Devlin's new novella is And Then I Woke Up.
At Electric Lit he shared "eight stories which largely aren’t zombie stories at all and I will now try and prove they are all zombie stories at heart and thus restore balance to the world." One title on the list:
The Road by Cormac McCarthyRead about the other entries on the list.
To me, many zombie stories feel like the third act of something larger. I’ve always felt that their natural shape is lines converging to a remorseless point and this is why I think they work best in the shorter form. Zombies—traditionally at least—are slow moving and, when encountered in low numbers, easy enough to avoid even at a brisk walk, but zombie stories aren’t really about surviving, they’re about sinking to any level to avoid the inevitability of death. The zombies are not only a threat, they serve as a shuffling momento mori. The inevitability of death has been superseded by the inevitability of undeath. While you might do your best to keep them out, you will make a mistake, your defences will be flawed, and when they fail they will be there, waiting.
Cormac McCarthy has been accused of nihilism before, so in a sense, The Road feels like a natural progression of his work. Here, the world has already ended and what remains is the lingering long tail before the lights are extinguished for good. There are no zombies here, so there’s nothing else to blame. There are no monsters to exacerbate matters except those that were here already. At risk of belittling the novel with such a lumpenly crass observation, this doesn’t mean the rest of McCarthy’s slim, devastating novel doesn’t tick almost every other checkbox on the zombie apocalypse list. Blasted landscape? Feral gangs? Cannibalism? All here, along with desperate survivors trying their best to cling to the map. That there’s beauty here too—in the spare, unsentimental prose and the desperate love between the father and son—that feels like the last magical dance of the pilot light before it goes out.
The Road appears on Michael Christie's list of ten novels to reconfigure our conception of nature for the better, Emily Temple's list of the ten books that defined the 2000s, Ceridwen Christensen's list of ten novels that end their apocalypses on a beach, Steph Post's top ten list of classic (and perhaps not so classic) road trip books, a list of five of the best climate change novels, Claire Fuller's top five list of extreme survival stories, Justin Cronin's top ten list of world-ending novels, Rose Tremain's six best books list, Ian McGuire's ten top list of adventure novels, Alastair Bruce's top ten list of books about forgetting, Jeff Somers's lists of five science fiction novels that really should be considered literary classics and eight good, bad, and weird dad/child pairs in science fiction and fantasy, Amelia Gray's ten best dark books list, Weston Williams's top fifteen list of books with memorable dads, ShortList's roundup of the twenty greatest dystopian novels, Mary Miller's top ten list of the best road books, Joel Cunningham's list of eleven "literary" novels that include elements of science fiction, fantasy or horror, Claire Cameron's list of five favorite stories about unlikely survivors, Isabel Allende's six favorite books list, the Telegraph's list of the 15 most depressing books, Joseph D’Lacey's top ten list of horror books, the Barnes & Noble Review's list of five unforgettable fathers from fiction, Ken Jennings's list of eight top books about parents and kids, Anthony Horowitz's top ten list of apocalypse books, Karen Thompson Walker's list of five notable "What If?" books, John Mullan's list of ten of the top long walks in literature, Tony Bradman's top ten list of father and son stories, Ramin Karimloo's six favorite books list, Jon Krakauer's five best list of books about mortality and existential angst, William Skidelsky's list of the top ten most vivid accounts of being marooned in literature, Liz Jensen's top 10 list of environmental disaster stories, the Guardian's list of books to change the climate, David Nicholls' top ten list of literary tear jerkers, and the Times (of London) list of the 100 best books of the decade. In 2009 Sam Anderson of New York magazine claimed "that we'll still be talking about [The Road] in ten years."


[Work request]:
Repeat exactly, and only, the lines from the line bearing "This is a 1024" through the end of the material. Do not copy the pictures.

== Source information ==

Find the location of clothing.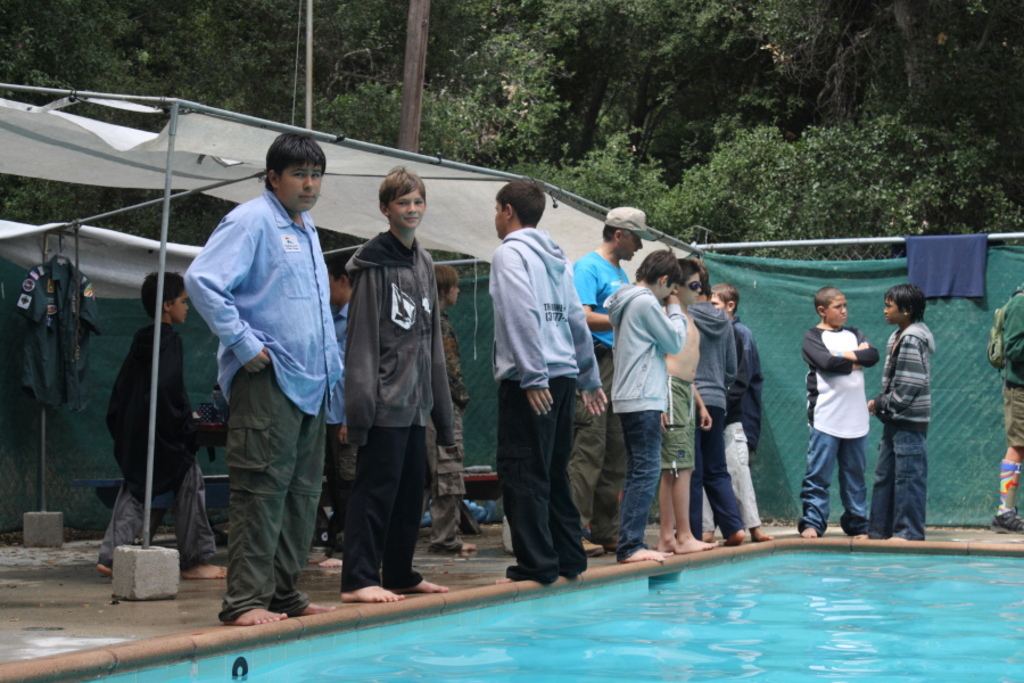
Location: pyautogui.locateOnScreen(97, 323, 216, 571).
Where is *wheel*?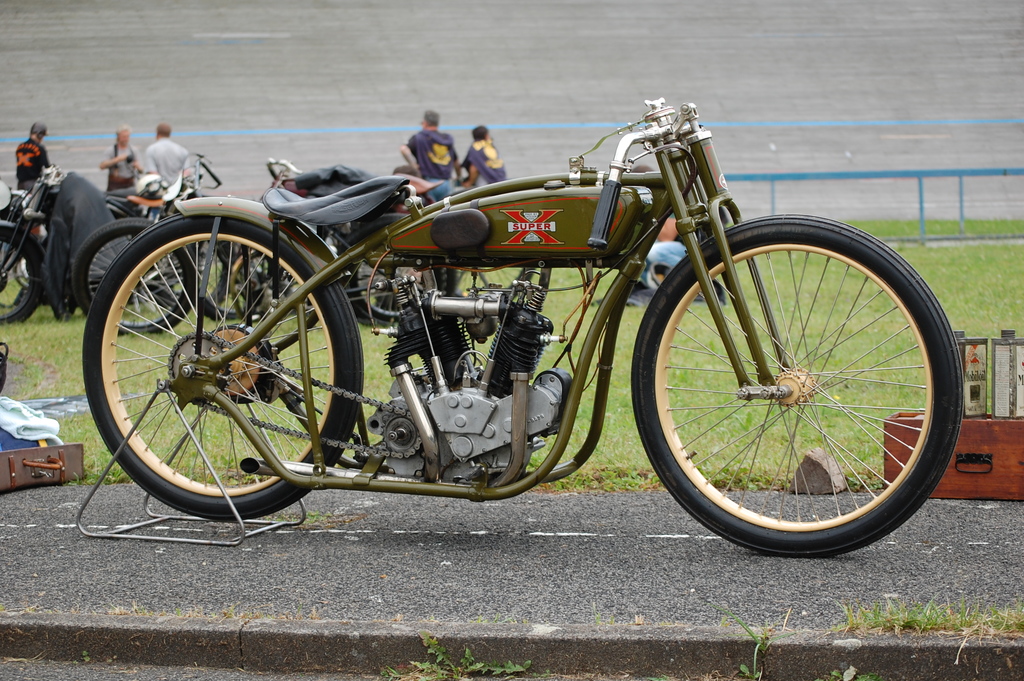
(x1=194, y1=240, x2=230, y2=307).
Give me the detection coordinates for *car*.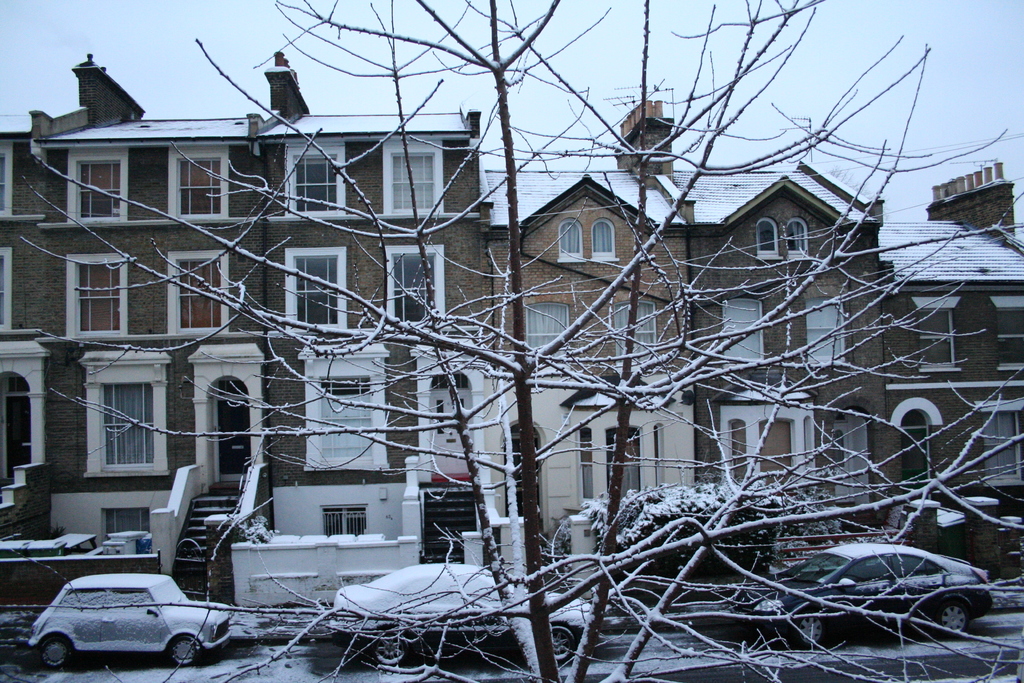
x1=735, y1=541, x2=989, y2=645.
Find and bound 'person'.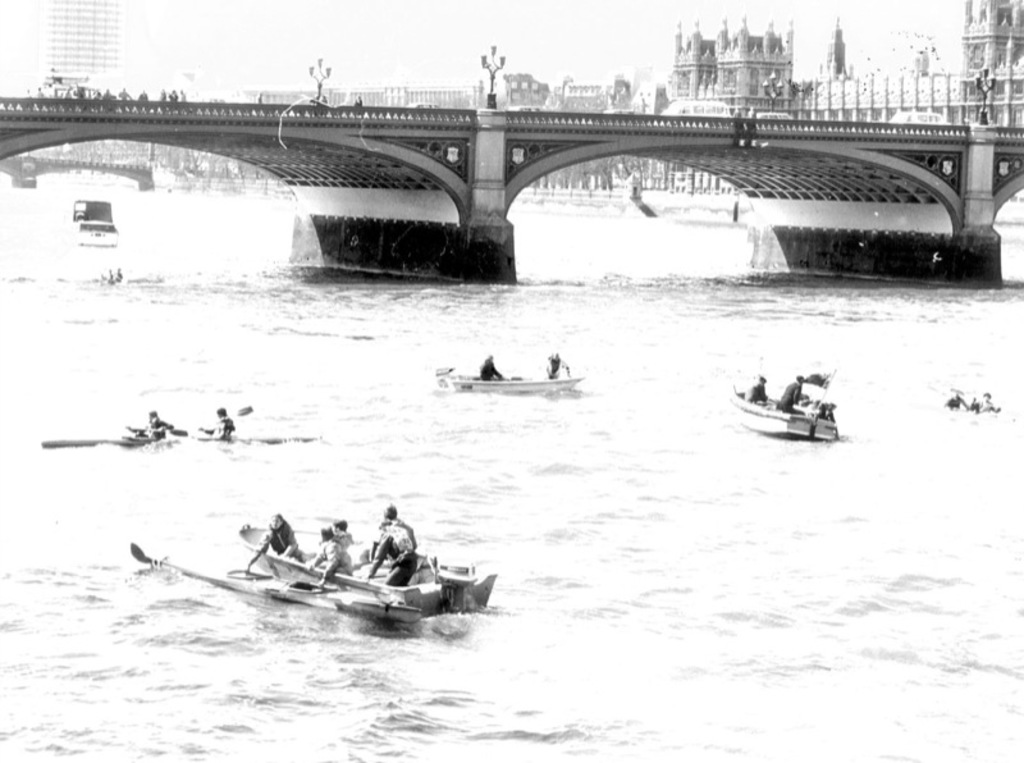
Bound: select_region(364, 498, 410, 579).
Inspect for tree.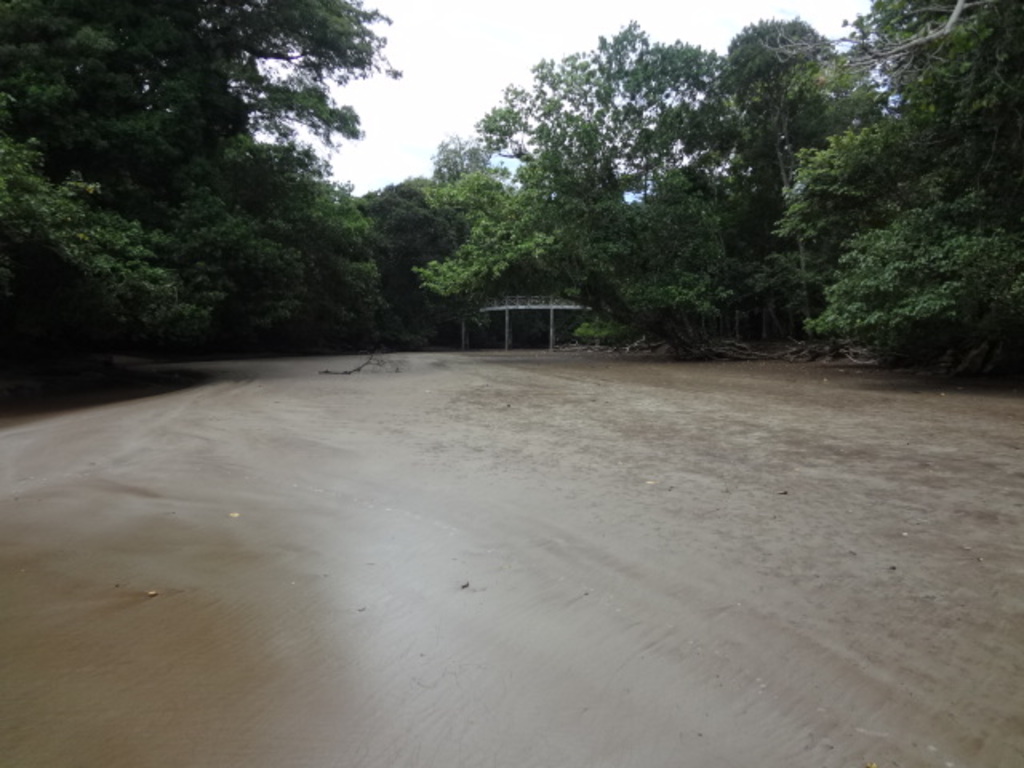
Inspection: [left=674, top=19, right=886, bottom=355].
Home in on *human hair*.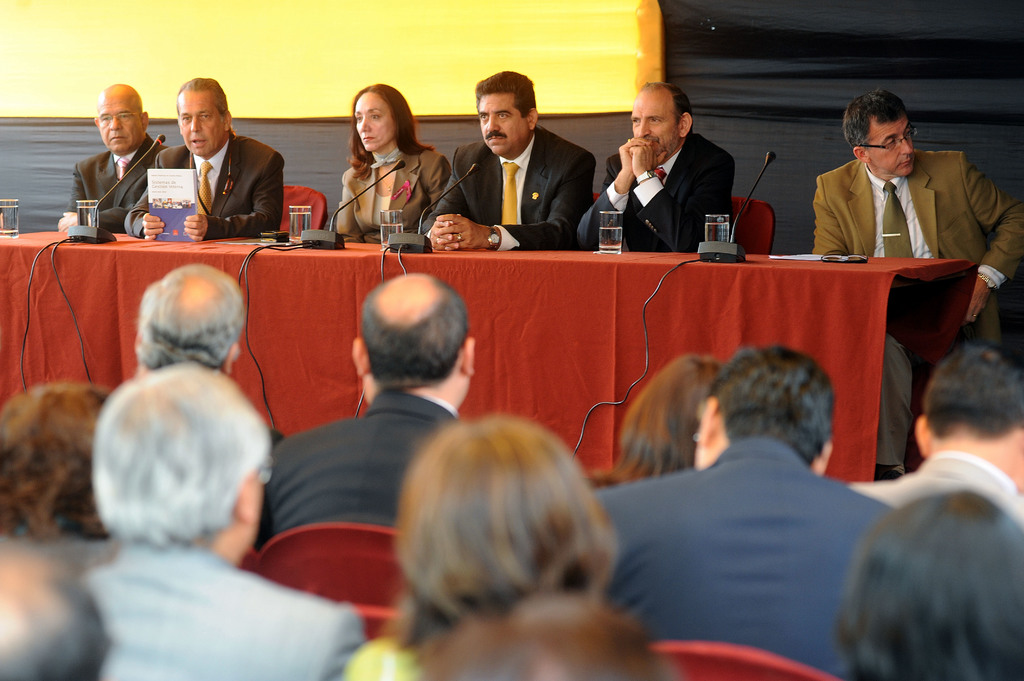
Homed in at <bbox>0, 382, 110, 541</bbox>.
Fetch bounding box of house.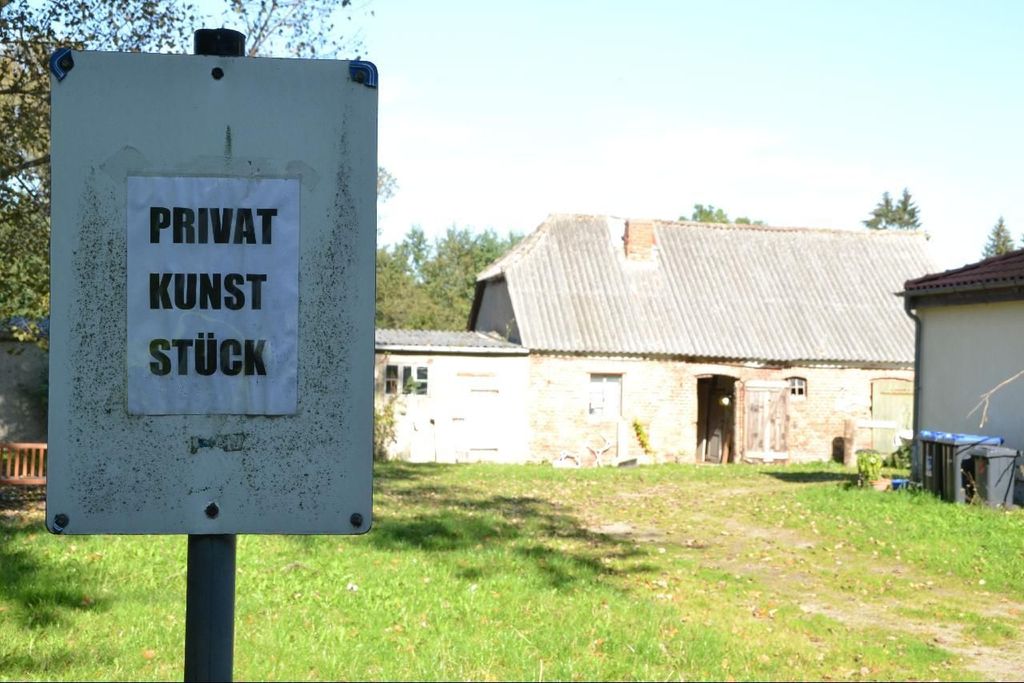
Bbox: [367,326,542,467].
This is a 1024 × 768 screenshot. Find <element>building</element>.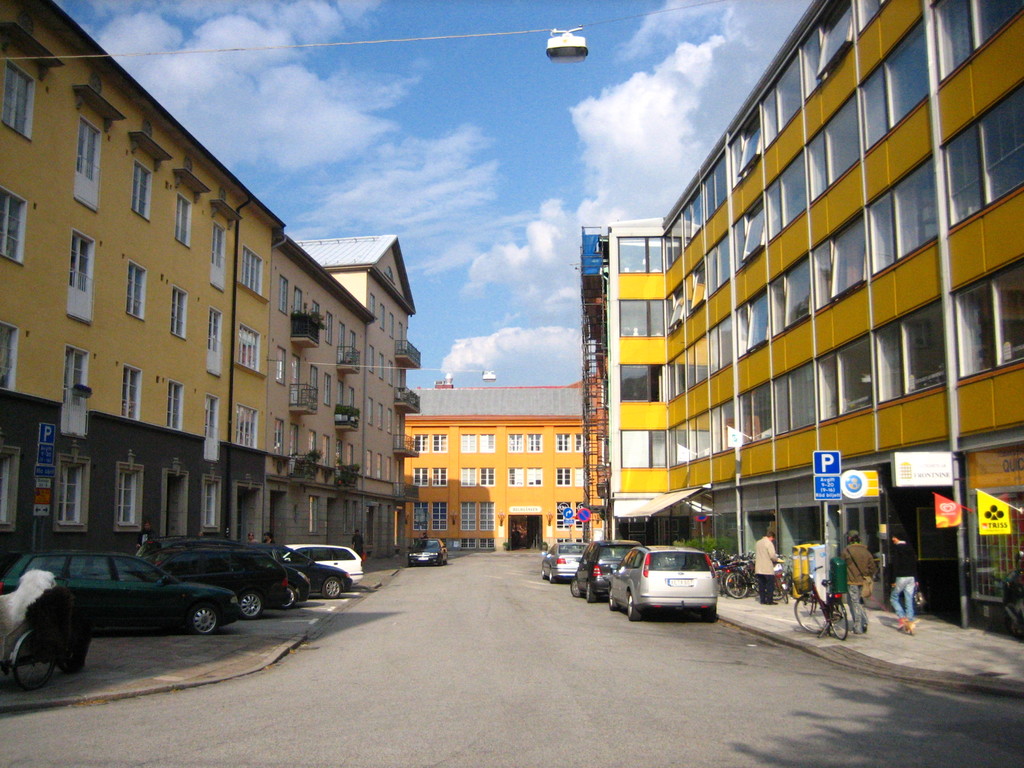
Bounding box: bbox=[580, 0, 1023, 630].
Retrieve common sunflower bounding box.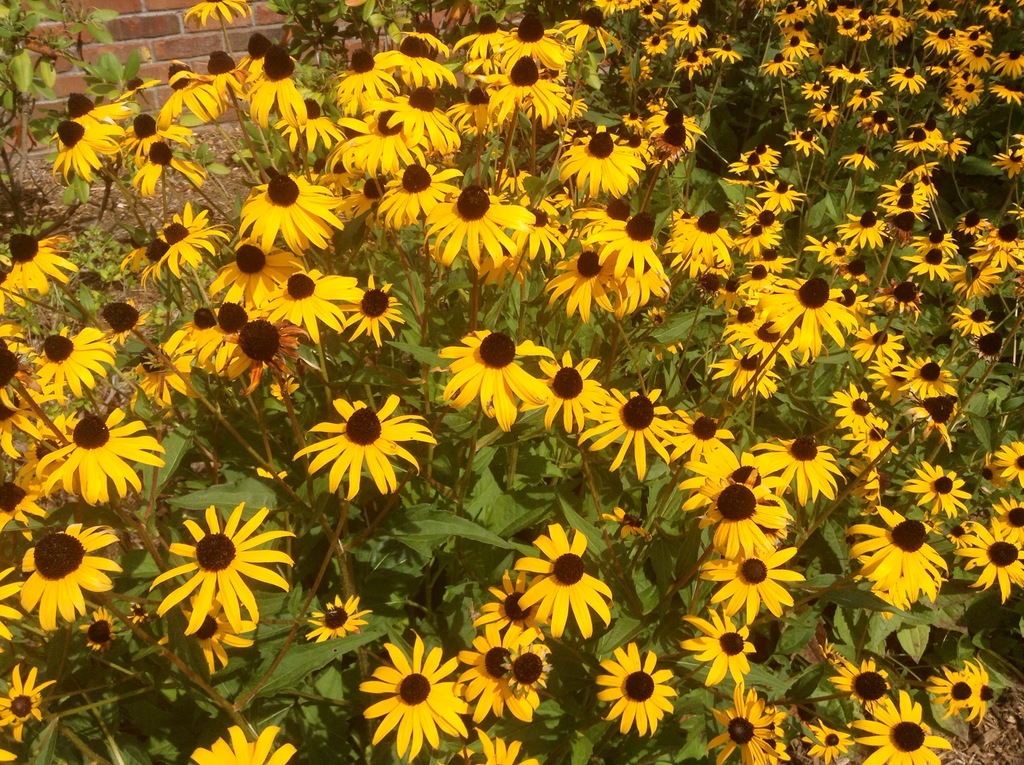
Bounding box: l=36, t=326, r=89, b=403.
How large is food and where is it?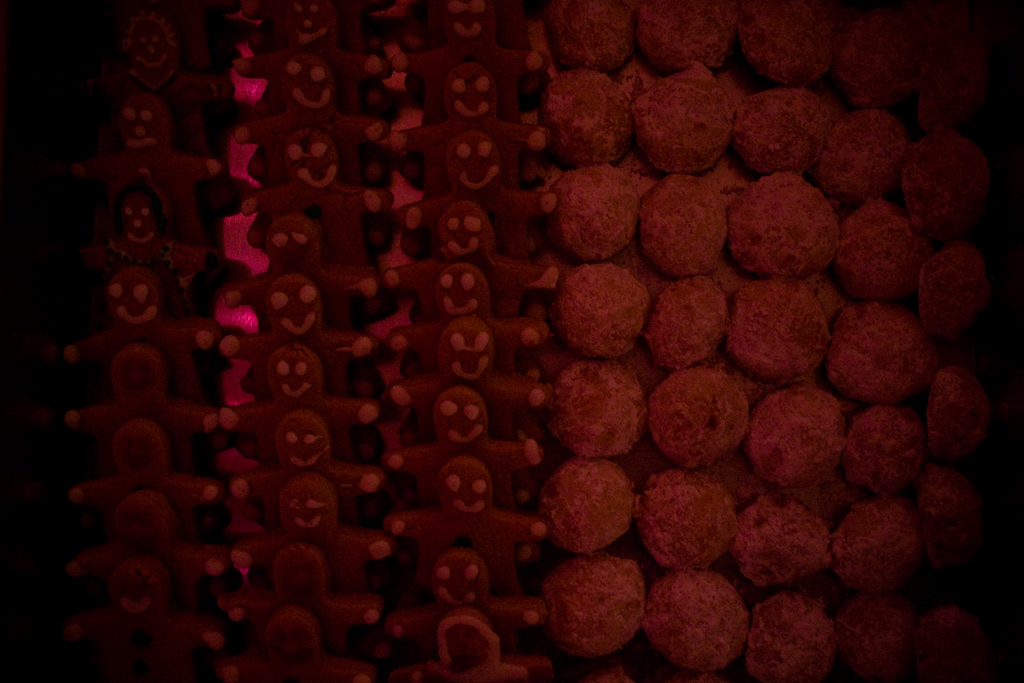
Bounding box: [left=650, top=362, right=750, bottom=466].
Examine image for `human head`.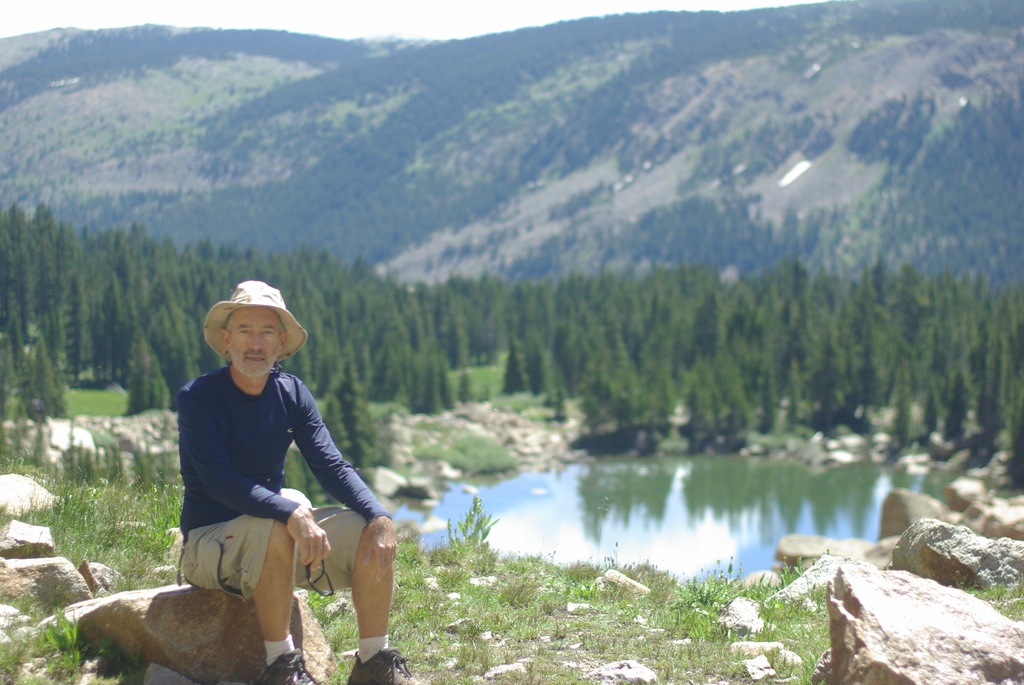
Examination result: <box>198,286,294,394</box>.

===

[Response area]:
This is a 1024 × 768 screenshot. Find <element>building</element>.
Bounding box: bbox=[580, 0, 1023, 630].
Retrieve common sunflower bounding box.
Bounding box: l=36, t=326, r=89, b=403.
How large is food and where is it?
Bounding box: [left=650, top=362, right=750, bottom=466].
Examine image for `human head`.
Examination result: <box>198,286,294,394</box>.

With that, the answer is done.